Angelica read the letter to her mother, all but the signature, and ate her supper in silence.

"Sit down, mommer," she said. "I’ll wash the dishes. I guess I’ll lay off for a while to-morrow and go and see about this thing."

III

It was Angelica at her newest and best who walked across Fourth Street the next morning. She had for a long time sternly withheld most of her wages from her mother, who needed the money for vital necessities, and had bought herself a decent outfit, to go with her new soul. She was plainly dressed, but no longer with a trace of shabbiness. She wore a neat dark suit, a black sailor hat, good boots and gloves.
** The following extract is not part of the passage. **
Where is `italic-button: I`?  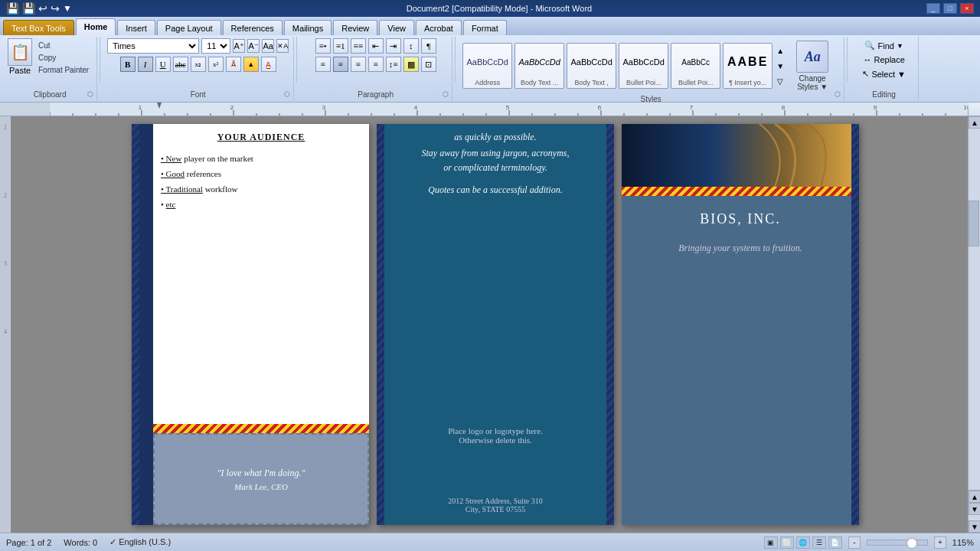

Her swagger was gone, and so was her provocative and insolent glance; she had a sobriety and decorum quite beyond reproach.

She saw the shop, and entered. It was a small private house, dilapidated and moribund, fitted out with purple and white striped curtains at the windows and a great sign-board over the front gate—a wooden peacock, brilliantly colored, with ‘Fine Feathers’ painted in bold black letters across it. The shop was what had once been a front parlour—a long, narrow room with a marble mantelpiece and an ornate ceiling. It was furnished now, with great audacity, solely by four kitchen chairs painted white, with round purple cushions on them, a table on which were strewn original designs for wraps and dresses done in crayons, and a fine pair of black velvet portières concealing the back room. Four long mirrors were set into the walls.

The owners were both poor and clever. They knew well that this childish brightness would be thought artistic, original, and distinguished by the greatly desirable bourgeoisie, and that the more sophisticated would be amused. As for Angelica, she was impressed.

A tall young girl with fluffy red hair hastened in from the back room.

"Yes?" she asked, with non-committal amiability.

"Mrs. Geraldine sent me," said Angelica, "I’d like to see Miss Sillon, please."